When an exasperated Mullen publicly accused Pakistan’s military of supporting Afghan insurgent groups in congressional testimony just before leaving office, some State Department officials said they felt blindsided.

On a subsequent visit to Pakistan in October, Clinton insisted on leading a delegation that included CIA Director David H. Petraeus and Mullen’s replacement, Gen. Martin E. Dempsey.

But the State Department’s efforts to assert at least the appearance of control over U.S. policy are regularly undermined by a steady stream of congressional visitors to Pakistan who “all want to visit Kayani,” an administration official said. “They don’t want to talk to their civilian counterparts” in Pakistan’s Parliament, “and they only want to stay a few hours,” the official said.

Retired Maj. Gen. Mahmud Ali Durrani, a former national security adviser to Gilani and Pakistani ambassador to the United States, agreed with that reality and the impression it leaves in Pakistan. “You look at the visitors from Washington,” Durrani said. “They would go and spend time with the president, then most of the serious discussions they had with the army chief.”

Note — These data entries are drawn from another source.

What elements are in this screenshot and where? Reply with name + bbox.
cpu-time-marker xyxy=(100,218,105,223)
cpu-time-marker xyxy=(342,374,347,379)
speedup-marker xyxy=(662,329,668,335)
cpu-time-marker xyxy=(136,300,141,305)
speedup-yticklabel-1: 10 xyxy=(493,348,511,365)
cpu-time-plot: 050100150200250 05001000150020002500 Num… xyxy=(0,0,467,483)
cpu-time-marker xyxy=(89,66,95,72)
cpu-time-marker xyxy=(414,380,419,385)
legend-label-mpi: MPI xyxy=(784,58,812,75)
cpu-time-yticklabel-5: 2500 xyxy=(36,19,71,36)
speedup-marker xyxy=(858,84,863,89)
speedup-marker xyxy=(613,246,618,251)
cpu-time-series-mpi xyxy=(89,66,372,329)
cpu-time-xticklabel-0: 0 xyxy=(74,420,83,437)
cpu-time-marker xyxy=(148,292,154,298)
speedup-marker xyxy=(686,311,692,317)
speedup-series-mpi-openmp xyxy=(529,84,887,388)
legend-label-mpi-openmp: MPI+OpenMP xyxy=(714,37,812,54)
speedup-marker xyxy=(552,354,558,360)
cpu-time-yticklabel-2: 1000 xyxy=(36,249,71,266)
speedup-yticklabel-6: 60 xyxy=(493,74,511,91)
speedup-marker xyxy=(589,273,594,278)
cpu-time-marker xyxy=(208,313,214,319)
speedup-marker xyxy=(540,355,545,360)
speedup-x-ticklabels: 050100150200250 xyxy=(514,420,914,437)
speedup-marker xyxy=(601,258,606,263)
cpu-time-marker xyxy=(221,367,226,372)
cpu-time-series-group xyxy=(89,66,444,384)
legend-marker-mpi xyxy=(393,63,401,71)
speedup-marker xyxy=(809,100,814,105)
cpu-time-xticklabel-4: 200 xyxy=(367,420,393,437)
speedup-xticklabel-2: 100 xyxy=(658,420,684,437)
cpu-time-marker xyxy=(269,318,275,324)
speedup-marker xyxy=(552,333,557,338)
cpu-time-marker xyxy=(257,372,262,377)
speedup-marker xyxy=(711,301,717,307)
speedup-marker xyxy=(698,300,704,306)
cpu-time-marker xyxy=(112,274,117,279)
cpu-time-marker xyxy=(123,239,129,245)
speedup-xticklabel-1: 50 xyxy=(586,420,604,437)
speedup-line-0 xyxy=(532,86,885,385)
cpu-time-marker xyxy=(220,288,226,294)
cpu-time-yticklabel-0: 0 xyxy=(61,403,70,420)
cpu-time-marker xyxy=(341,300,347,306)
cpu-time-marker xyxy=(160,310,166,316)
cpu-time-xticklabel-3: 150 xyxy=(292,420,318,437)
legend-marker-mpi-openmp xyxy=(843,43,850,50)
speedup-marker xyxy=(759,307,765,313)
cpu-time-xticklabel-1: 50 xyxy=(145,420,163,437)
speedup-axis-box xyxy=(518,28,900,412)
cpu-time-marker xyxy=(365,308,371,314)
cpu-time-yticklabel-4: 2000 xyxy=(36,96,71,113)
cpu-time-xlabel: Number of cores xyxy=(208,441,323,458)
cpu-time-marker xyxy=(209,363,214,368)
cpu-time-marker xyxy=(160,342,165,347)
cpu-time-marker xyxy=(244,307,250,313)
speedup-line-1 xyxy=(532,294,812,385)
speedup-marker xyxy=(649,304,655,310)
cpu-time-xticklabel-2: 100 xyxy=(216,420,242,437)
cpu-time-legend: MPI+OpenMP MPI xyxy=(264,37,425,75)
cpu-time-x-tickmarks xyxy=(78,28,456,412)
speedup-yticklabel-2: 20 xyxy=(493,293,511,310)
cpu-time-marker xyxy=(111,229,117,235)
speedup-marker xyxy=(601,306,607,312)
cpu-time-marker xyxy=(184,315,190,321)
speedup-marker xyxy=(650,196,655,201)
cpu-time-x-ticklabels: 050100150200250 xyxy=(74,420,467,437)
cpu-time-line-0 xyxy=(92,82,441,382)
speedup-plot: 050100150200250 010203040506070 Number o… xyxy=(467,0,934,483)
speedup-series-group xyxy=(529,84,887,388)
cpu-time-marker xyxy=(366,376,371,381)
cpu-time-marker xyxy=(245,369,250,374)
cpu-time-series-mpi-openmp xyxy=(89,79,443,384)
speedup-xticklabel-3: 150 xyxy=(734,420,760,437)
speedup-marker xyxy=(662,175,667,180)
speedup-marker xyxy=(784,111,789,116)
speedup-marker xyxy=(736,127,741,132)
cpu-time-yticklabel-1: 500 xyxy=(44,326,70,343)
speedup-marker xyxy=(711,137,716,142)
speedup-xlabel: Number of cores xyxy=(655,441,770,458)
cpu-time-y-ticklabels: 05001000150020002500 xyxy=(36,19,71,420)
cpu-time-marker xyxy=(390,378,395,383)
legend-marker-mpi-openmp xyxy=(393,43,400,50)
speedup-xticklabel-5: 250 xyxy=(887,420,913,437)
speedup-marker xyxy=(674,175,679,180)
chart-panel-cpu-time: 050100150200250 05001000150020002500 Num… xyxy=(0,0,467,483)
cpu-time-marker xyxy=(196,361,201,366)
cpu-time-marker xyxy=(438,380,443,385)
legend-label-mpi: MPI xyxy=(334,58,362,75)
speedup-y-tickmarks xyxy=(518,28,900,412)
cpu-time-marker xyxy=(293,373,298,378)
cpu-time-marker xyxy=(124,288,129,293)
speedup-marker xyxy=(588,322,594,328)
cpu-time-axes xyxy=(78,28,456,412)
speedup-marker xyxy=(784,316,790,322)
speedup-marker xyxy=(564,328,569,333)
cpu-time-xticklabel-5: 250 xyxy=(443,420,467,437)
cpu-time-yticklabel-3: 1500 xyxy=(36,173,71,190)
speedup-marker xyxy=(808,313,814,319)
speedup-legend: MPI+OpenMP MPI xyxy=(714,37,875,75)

“In my view,” he said, “there is one and only one issue” between Pakistan and the United States, “and that is counterterrorism. And that is in the lap of the security establishment. So that, in itself, is a problem.”


http://www.washingtonpost.com/world/national-security/us-breach-with-pakistan-shows-imbalance-between-diplomatic-security-goals/2011/12/03/gIQAd2DsTO_story_1.html
Riaz Haq said…
Longest 33 day pause in drone strikes in Pakistan since 2008, reports Long War Journal:

The covert US drone program that hunts al Qaeda and allied terrorists operating in Pakistan's tribal areas has entered its longest pause since the strikes were ramped up in the summer of 2008.

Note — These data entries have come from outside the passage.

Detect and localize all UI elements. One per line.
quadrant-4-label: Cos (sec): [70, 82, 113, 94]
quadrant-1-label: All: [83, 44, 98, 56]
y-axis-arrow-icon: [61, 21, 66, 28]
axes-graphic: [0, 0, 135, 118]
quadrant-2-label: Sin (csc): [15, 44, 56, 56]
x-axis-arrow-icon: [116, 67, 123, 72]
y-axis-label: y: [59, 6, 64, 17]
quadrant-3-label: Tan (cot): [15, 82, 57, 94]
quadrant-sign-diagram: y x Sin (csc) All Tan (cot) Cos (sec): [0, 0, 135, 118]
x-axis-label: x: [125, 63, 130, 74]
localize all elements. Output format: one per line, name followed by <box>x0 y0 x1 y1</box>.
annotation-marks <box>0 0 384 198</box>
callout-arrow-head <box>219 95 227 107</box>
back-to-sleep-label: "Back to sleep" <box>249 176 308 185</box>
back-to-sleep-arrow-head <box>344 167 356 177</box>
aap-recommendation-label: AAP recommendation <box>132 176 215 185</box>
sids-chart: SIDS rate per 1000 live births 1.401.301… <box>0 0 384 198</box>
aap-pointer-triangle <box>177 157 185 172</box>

The US has not launched a Predator or Reaper airstrike against terrorist targets in Pakistan for 33 days, according to statistics compiled by The Long War Journal. The last strike took place on Nov. 16 in the Ramzak area of North Waziristan.

US officials have previously told The Long War Journal that the program is "on hold" due to deteriorating relations between the US and Pakistan from the fallout of a cross-border incident by NATO forces in the tribal agency of Mohmand that resulted in the deaths of 24 Pakistani officers and soldiers.

One US official told The Long War Journal there is concern that another US strike on Pakistani soil will "push US-Pakistan relations past the point of no return." Another official said, however, that the US would attack if "an extremely high value target pops up." [See LWJ report, US drone strikes 'on hold' in Pakistan: US official, for more information on the reasons behind the current pause.]

The 33-day-long gap in strikes is the longest since another pause that took place in the spring of 2009 (28 days, May 16 to June 14). US officials attributed that gap to operational issues with the unmanned aircraft.

The third- and fourth-longest pauses also took place earlier this year, during a time of high tensions with Pakistan. A 27-day-long gap in strikes from Jan. 23 to Feb. 20 occurred after CIA contractor Raymond Davis killed two Pakistanis in Lahore. The US ended the pause in strikes the day Davis was returned to the US.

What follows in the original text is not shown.